Frequently Asked Questions About Trends
Q: But isn’t it smart to write what’s selling?
A: “What’s selling now” was written 2-4 years ago. You can’t time-travel. Write what you love and execute brilliantly—that’s what actually sells.
Q: What if my genuine passion happens to be the current trend?
A: Then write it! Authenticity is key. If you genuinely love dark academia and would write it regardless of trend status, go ahead. Just recognize you’re entering a crowded market.
Q: Should I avoid trending genres completely?
A: No. Write what you love, even if it’s trending. Just don’t write it BECAUSE it’s trending. Your motivation matters.
Q: How do I know if I’m trend-chasing or authentically interested?
A: Ask: “Would I write this book if the trend didn’t exist?” If yes, it’s authentic. If no, you’re chasing.
Q: What about self-publishing? Can I trend-chase there?
A: Self-publishing timeline is faster, making trend-response more viable. But authenticity still matters—readers detect cash grabs. And trend fatigue still happens.
Q: Should I never consider marketability?
A: Consider it, don’t be controlled by it. Write books you love that also have potential audiences. That’s different from writing whatever’s hot regardless of your interest.
The Irony of Trendsetting
The ultimate irony: The books that START trends aren’t written to capitalize on trends—they’re written from authentic passion and often feel slightly outside current market preferences.
Twilight wasn’t chasing vampire romance trends (there weren’t any in YA when Meyer started writing).

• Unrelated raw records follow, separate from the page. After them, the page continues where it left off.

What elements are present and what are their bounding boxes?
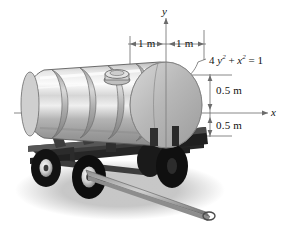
arrow-up-upper: [208, 75, 213, 81]
dimension-label-left-1m: 1 m: [138, 37, 155, 49]
figure-tanker-trailer: y x 1 m 1 m 0.5 m 0.5 m 4 y2 + x2 = 1: [0, 0, 287, 231]
x-axis-label: x: [271, 106, 276, 118]
arrow-x-axis: [262, 111, 268, 116]
dimension-label-right-1m: 1 m: [176, 37, 193, 49]
arrow-y-axis: [164, 18, 169, 24]
ellipse-equation-label: 4 y2 + x2 = 1: [209, 53, 263, 66]
arrow-right-of-left-1m: [157, 42, 163, 47]
equation-rhs: 1: [257, 54, 263, 66]
top-hatch: [104, 70, 130, 85]
arrow-right-1m: [198, 42, 204, 47]
dimension-label-lower-05m: 0.5 m: [216, 119, 242, 131]
y-axis-label: y: [162, 5, 167, 17]
figure-canvas: [0, 0, 287, 231]
arrow-down-lower: [208, 130, 213, 136]
arrow-left-of-right-1m: [169, 42, 175, 47]
dimension-label-upper-05m: 0.5 m: [216, 84, 242, 96]
arrow-up-lower: [208, 117, 213, 123]
tank-end-face: [130, 62, 202, 148]
arrow-left-1m: [130, 42, 136, 47]
arrow-down-upper: [208, 104, 213, 110]
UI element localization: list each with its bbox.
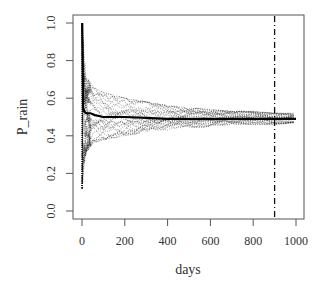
x-tick-label: 1000 [284, 234, 308, 248]
x-axis-title: days [175, 262, 201, 277]
y-tick-label: 0.4 [44, 128, 58, 143]
simulation-trace [82, 23, 293, 119]
x-tick-label: 400 [159, 234, 177, 248]
simulation-trace [82, 23, 293, 118]
y-tick-label: 1.0 [44, 16, 58, 31]
simulation-trace [82, 23, 293, 116]
simulation-trace [82, 23, 293, 130]
mean-line [82, 23, 296, 119]
y-tick-label: 0.6 [44, 91, 58, 106]
y-tick-label: 0.2 [44, 166, 58, 181]
x-tick-label: 200 [116, 234, 134, 248]
simulation-trace [82, 122, 293, 189]
x-axis: 02004006008001000 [79, 219, 308, 248]
y-axis-title: P_rain [15, 99, 30, 136]
simulation-trace [82, 37, 293, 188]
simulation-trace [82, 115, 293, 188]
simulation-trace [82, 23, 293, 137]
y-tick-label: 0.0 [44, 204, 58, 219]
simulation-trace [82, 115, 293, 188]
y-tick-label: 0.8 [44, 53, 58, 68]
x-tick-label: 600 [201, 234, 219, 248]
y-axis: 0.00.20.40.60.81.0 [44, 16, 73, 219]
simulation-trace [82, 118, 293, 189]
simulation-trace [82, 23, 293, 117]
simulation-trace [82, 120, 293, 189]
simulation-trace [82, 23, 293, 183]
simulation-trace [82, 114, 293, 188]
simulation-trace [82, 40, 293, 189]
simulation-trace [82, 23, 293, 124]
simulation-trace [82, 117, 293, 189]
simulation-trace [82, 115, 293, 188]
x-tick-label: 800 [244, 234, 262, 248]
simulation-trace [82, 23, 293, 120]
simulation-trace [82, 23, 293, 156]
simulation-trace [82, 23, 293, 125]
simulation-traces [82, 23, 293, 188]
chart: 02004006008001000 0.00.20.40.60.81.0 day… [0, 0, 322, 293]
simulation-trace [82, 114, 293, 188]
x-tick-label: 0 [79, 234, 85, 248]
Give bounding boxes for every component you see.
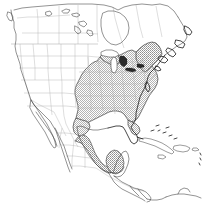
caribbean-islands [137,125,201,198]
range-map-container [0,0,203,205]
north-america-range-map [0,0,203,205]
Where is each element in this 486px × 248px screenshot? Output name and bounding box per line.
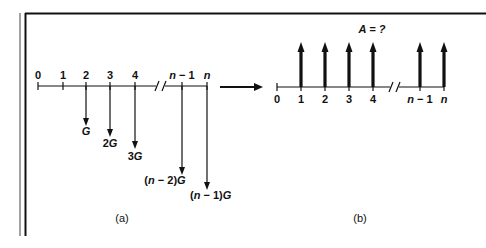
tick-label-b-6: n <box>441 93 448 105</box>
tick-label-a-5: n − 1 <box>169 69 194 81</box>
caption-a: (a) <box>115 212 128 224</box>
diagram-a: 01234n − 1n G2G3G(n − 2)G(n − 1)G (a) <box>35 69 232 224</box>
cash-flow-diagram: 01234n − 1n G2G3G(n − 2)G(n − 1)G (a) A … <box>0 0 486 248</box>
annuity-title: A = ? <box>358 23 386 35</box>
transform-arrow-icon <box>220 83 263 91</box>
arrowhead-down-icon <box>132 141 138 149</box>
cash-flow-label-a-1: 2G <box>103 137 118 149</box>
arrowhead-up-icon <box>417 42 424 52</box>
tick-label-b-3: 3 <box>346 93 352 105</box>
arrowhead-down-icon <box>107 129 113 137</box>
cash-flow-label-a-4: (n − 1)G <box>190 189 232 201</box>
arrowhead-up-icon <box>441 42 448 52</box>
arrowhead-up-icon <box>346 42 353 52</box>
cash-flow-label-a-3: (n − 2)G <box>144 174 186 186</box>
caption-b: (b) <box>353 212 366 224</box>
arrowhead-up-icon <box>298 42 305 52</box>
tick-label-b-5: n − 1 <box>407 93 432 105</box>
diagram-b: A = ? 01234n − 1n (b) <box>274 23 448 224</box>
tick-label-a-1: 1 <box>60 69 66 81</box>
tick-label-a-3: 3 <box>107 69 113 81</box>
arrowhead-up-icon <box>322 42 329 52</box>
tick-label-b-2: 2 <box>322 93 328 105</box>
tick-label-a-6: n <box>204 69 211 81</box>
arrowhead-up-icon <box>370 42 377 52</box>
tick-label-b-4: 4 <box>370 93 377 105</box>
axis-break-b <box>389 82 400 92</box>
axis-break-a <box>155 81 166 91</box>
tick-label-a-4: 4 <box>132 69 139 81</box>
cash-flow-label-a-2: 3G <box>128 150 143 162</box>
tick-label-b-0: 0 <box>274 93 280 105</box>
tick-label-b-1: 1 <box>298 93 304 105</box>
tick-label-a-0: 0 <box>35 69 41 81</box>
cash-flow-label-a-0: G <box>82 125 91 137</box>
tick-label-a-2: 2 <box>83 69 89 81</box>
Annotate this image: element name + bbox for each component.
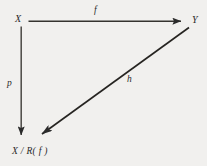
node-label-quotient: X / R( f ) bbox=[12, 147, 48, 157]
commutative-diagram: X Y X / R( f ) f p h bbox=[0, 0, 207, 166]
arrow-label-p: p bbox=[7, 79, 12, 89]
diagram-canvas bbox=[0, 0, 207, 166]
node-label-x: X bbox=[15, 14, 21, 24]
arrow-label-h: h bbox=[127, 75, 132, 85]
node-label-y: Y bbox=[192, 15, 198, 25]
arrow-h-line bbox=[42, 28, 189, 135]
arrow-label-f: f bbox=[94, 6, 97, 16]
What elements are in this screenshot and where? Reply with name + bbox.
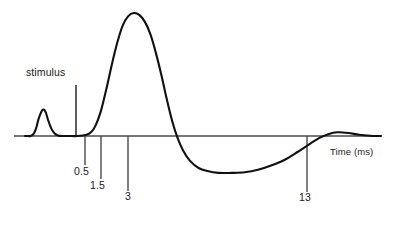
x-tick-label-3: 3 bbox=[125, 191, 131, 202]
action-potential-trace bbox=[25, 13, 381, 173]
waveform-plot bbox=[0, 0, 393, 225]
waveform-figure: stimulus 0.5 1.5 3 13 Time (ms) bbox=[0, 0, 393, 225]
x-axis-title: Time (ms) bbox=[330, 147, 373, 157]
x-tick-label-1.5: 1.5 bbox=[90, 180, 105, 191]
stimulus-label: stimulus bbox=[26, 67, 65, 78]
x-tick-label-0.5: 0.5 bbox=[74, 166, 89, 177]
x-tick-label-13: 13 bbox=[299, 192, 311, 203]
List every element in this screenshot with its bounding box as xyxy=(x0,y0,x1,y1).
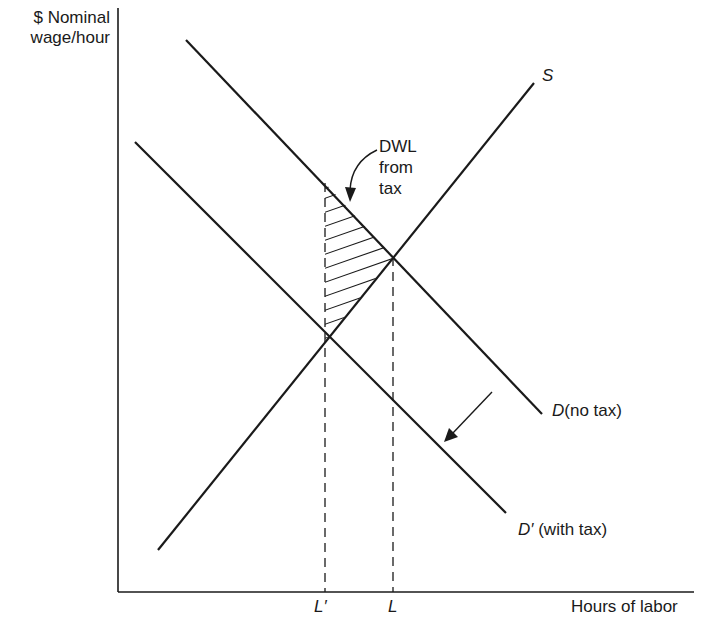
demand-tax-suffix: (with tax) xyxy=(538,520,607,539)
y-axis-label-line2: wage/hour xyxy=(8,28,110,48)
demand-no-tax-line xyxy=(186,40,542,414)
y-axis-label: $ Nominal wage/hour xyxy=(8,8,110,48)
demand-with-tax-line xyxy=(135,142,506,513)
demand-with-tax-label: D′ (with tax) xyxy=(518,520,607,540)
dwl-annotation-line1: DWL xyxy=(379,136,417,157)
dwl-annotation-line3: tax xyxy=(379,178,417,199)
dwl-annotation-line2: from xyxy=(379,157,417,178)
dwl-annotation: DWL from tax xyxy=(379,136,417,199)
demand-tax-symbol: D′ xyxy=(518,520,533,539)
dwl-pointer-arrow-icon xyxy=(345,150,377,202)
demand-shift-arrow-icon xyxy=(444,392,492,442)
demand-suffix: (no tax) xyxy=(564,401,622,420)
supply-line xyxy=(158,83,534,550)
labor-market-diagram xyxy=(0,0,717,623)
l-tick-label: L xyxy=(388,597,397,617)
demand-symbol: D xyxy=(552,401,564,420)
l-prime-tick-label: L′ xyxy=(314,597,327,617)
x-axis-label: Hours of labor xyxy=(571,597,678,617)
demand-no-tax-label: D(no tax) xyxy=(552,401,622,421)
supply-label: S xyxy=(542,66,553,86)
y-axis-label-line1: $ Nominal xyxy=(8,8,110,28)
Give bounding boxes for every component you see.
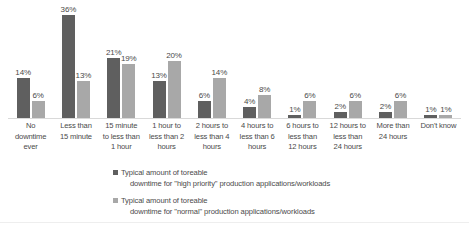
- category-label: Don't know: [412, 121, 465, 132]
- bar[interactable]: [258, 95, 271, 118]
- category-label-line: 24 hours: [321, 142, 374, 153]
- legend-label: Typical amount of toreabledowntime for "…: [121, 168, 330, 189]
- bar-wrapper: 13%: [153, 4, 166, 118]
- legend-label-line1: Typical amount of toreable: [121, 168, 330, 179]
- bar-value-label: 6%: [338, 91, 372, 100]
- bar[interactable]: [122, 64, 135, 118]
- bar-value-label: 6%: [21, 91, 55, 100]
- bar-wrapper: 36%: [62, 4, 75, 118]
- bar-wrapper: 2%: [334, 4, 347, 118]
- bar[interactable]: [394, 101, 407, 118]
- bar-wrapper: 6%: [198, 4, 211, 118]
- chart-legend: Typical amount of toreabledowntime for "…: [113, 168, 463, 224]
- bar-group: 2%6%: [325, 4, 370, 118]
- bar[interactable]: [213, 78, 226, 118]
- bar-wrapper: 1%: [424, 4, 437, 118]
- bar-wrapper: 6%: [303, 4, 316, 118]
- bar-group: 36%13%: [53, 4, 98, 118]
- legend-swatch-icon: [113, 170, 118, 175]
- legend-swatch-icon: [113, 198, 118, 203]
- bar[interactable]: [168, 61, 181, 118]
- bar[interactable]: [303, 101, 316, 118]
- category-axis-line: [8, 118, 461, 119]
- bar-value-label: 20%: [157, 51, 191, 60]
- bar-group: 13%20%: [144, 4, 189, 118]
- bar-group: 1%6%: [280, 4, 325, 118]
- bar-wrapper: 14%: [213, 4, 226, 118]
- bar-group: 2%6%: [370, 4, 415, 118]
- bar[interactable]: [198, 101, 211, 118]
- bar[interactable]: [77, 81, 90, 118]
- bar-group: 1%1%: [416, 4, 461, 118]
- legend-entry[interactable]: Typical amount of toreabledowntime for "…: [113, 168, 463, 189]
- bar[interactable]: [62, 15, 75, 118]
- bar-group: 14%6%: [8, 4, 53, 118]
- bar[interactable]: [349, 101, 362, 118]
- bar-value-label: 1%: [429, 105, 463, 114]
- bar-value-label: 19%: [112, 54, 146, 63]
- bar[interactable]: [153, 81, 166, 118]
- plot-area: 14%6%36%13%21%19%13%20%6%14%4%8%1%6%2%6%…: [8, 4, 461, 118]
- bar-wrapper: 6%: [32, 4, 45, 118]
- legend-entry[interactable]: Typical amount of toreabledowntime for "…: [113, 196, 463, 217]
- bar-wrapper: 14%: [17, 4, 30, 118]
- category-label-line: ever: [4, 142, 57, 153]
- bar-value-label: 8%: [248, 85, 282, 94]
- bar-value-label: 13%: [66, 71, 100, 80]
- bar-wrapper: 2%: [379, 4, 392, 118]
- category-axis-labels: NodowntimeeverLess than15 minute15 minut…: [8, 121, 461, 161]
- bar-value-label: 14%: [202, 68, 236, 77]
- bar-chart: 14%6%36%13%21%19%13%20%6%14%4%8%1%6%2%6%…: [0, 0, 469, 233]
- bar-value-label: 6%: [293, 91, 327, 100]
- bar-wrapper: 6%: [394, 4, 407, 118]
- bar-wrapper: 6%: [349, 4, 362, 118]
- bar[interactable]: [107, 58, 120, 118]
- bar-group: 21%19%: [99, 4, 144, 118]
- bar-wrapper: 1%: [288, 4, 301, 118]
- bar-wrapper: 20%: [168, 4, 181, 118]
- bar-wrapper: 19%: [122, 4, 135, 118]
- bar-wrapper: 1%: [439, 4, 452, 118]
- bar-group: 6%14%: [189, 4, 234, 118]
- category-label-line: 24 hours: [366, 132, 419, 143]
- bar-wrapper: 8%: [258, 4, 271, 118]
- bar-wrapper: 4%: [243, 4, 256, 118]
- bar[interactable]: [32, 101, 45, 118]
- bar-group: 4%8%: [235, 4, 280, 118]
- legend-label: Typical amount of toreabledowntime for "…: [121, 196, 315, 217]
- legend-label-line1: Typical amount of toreable: [121, 196, 315, 207]
- bar-wrapper: 13%: [77, 4, 90, 118]
- bar[interactable]: [243, 107, 256, 118]
- legend-label-line2: downtime for "normal" production applica…: [121, 207, 315, 218]
- bar-value-label: 6%: [384, 91, 418, 100]
- legend-label-line2: downtime for "high priority" production …: [121, 179, 330, 190]
- bottom-divider: [0, 222, 469, 223]
- category-label-line: Don't know: [412, 121, 465, 132]
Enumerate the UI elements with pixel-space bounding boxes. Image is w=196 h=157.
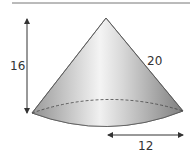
slant-height-label: 20 <box>147 55 162 67</box>
height-label: 16 <box>10 60 25 72</box>
cone-diagram <box>0 0 196 157</box>
radius-label: 12 <box>138 140 153 152</box>
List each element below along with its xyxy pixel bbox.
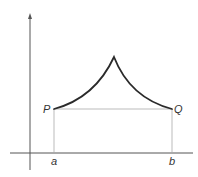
label-a: a	[51, 155, 57, 167]
label-q: Q	[174, 103, 183, 115]
label-b: b	[169, 155, 175, 167]
cusp-curve	[54, 57, 172, 109]
diagram-canvas: P Q a b	[0, 0, 198, 177]
y-axis-arrow-icon	[28, 13, 32, 19]
label-p: P	[43, 103, 51, 115]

The Hunger Games wasn’t capitalizing on dystopian YA craze (it created it).
Harry Potter wasn’t jumping on boarding school fantasy bandwagon (no significant recent examples existed).
Pattern: Trendsetters write what they’re passionate about, often slightly ahead of or outside current trends. The market adjusts to them, not vice versa.
Your best chance at being part of the “next big thing”: Write what genuinely excites you, executed brilliantly, even if it doesn’t fit current trends.
Your Anti-Trend-Chasing Action Plan
Step 1: Audit your motivation For your current project: Are you writing this because you love it, or because you think it will sell?
Step 2: Identify your authentic interests What genres do you read for pleasure? What themes obsess you? What stories demand to be told?
Step 3: Choose evergreen over trending If deciding between ideas, prefer the one in stable genre vs. hot-but-likely-to-cool trend.
Step 4: Develop trend immunity When you hear about hot trends, notice them but don’t let them redirect your writing.
Step 5: Focus on execution Pour energy into crafting excellent book in genre you love, not chasing market timing.
Step 6: Trust the long game Your career isn’t built on one perfectly-timed trend book. It’s built on consistently strong work you’re passionate about.
The Permission You Need
You have permission to:
- Write “outdated” genres
- Ignore what’s hot on BookTok
- Choose stories that won’t be trendy
- Write the book you want to read
- Let others chase trends while you write your passion
You have permission to trust that:
- Good books find audiences regardless of trend timing
- Authenticity outperforms calculation
- Slow and steady beats rushed trend-chasing
- Your unique voice matters more than trend alignment
The Real Secret to Publishing Success
Not: Perfectly timing the market with trend-aligned books
Actually: Writing exceptional books you’re passionate about, consistently, over years, building craft and audience gradually
The writers with long careers: They write in genres they love. They improve with each book. They build readerships through authentic work. They occasionally benefit from good timing but don’t depend on it.
The writers who flame out: They chase trend after trend, never developing authentic voice or loyal readership, always arriving late to parties that are ending.
Which writer do you want to be?
Stop checking what’s trending. Stop calculating which genre will sell best. Stop trying to time the market.
Start writing the book only you can write, with passion and excellence.
That’s the trend that never goes out of style.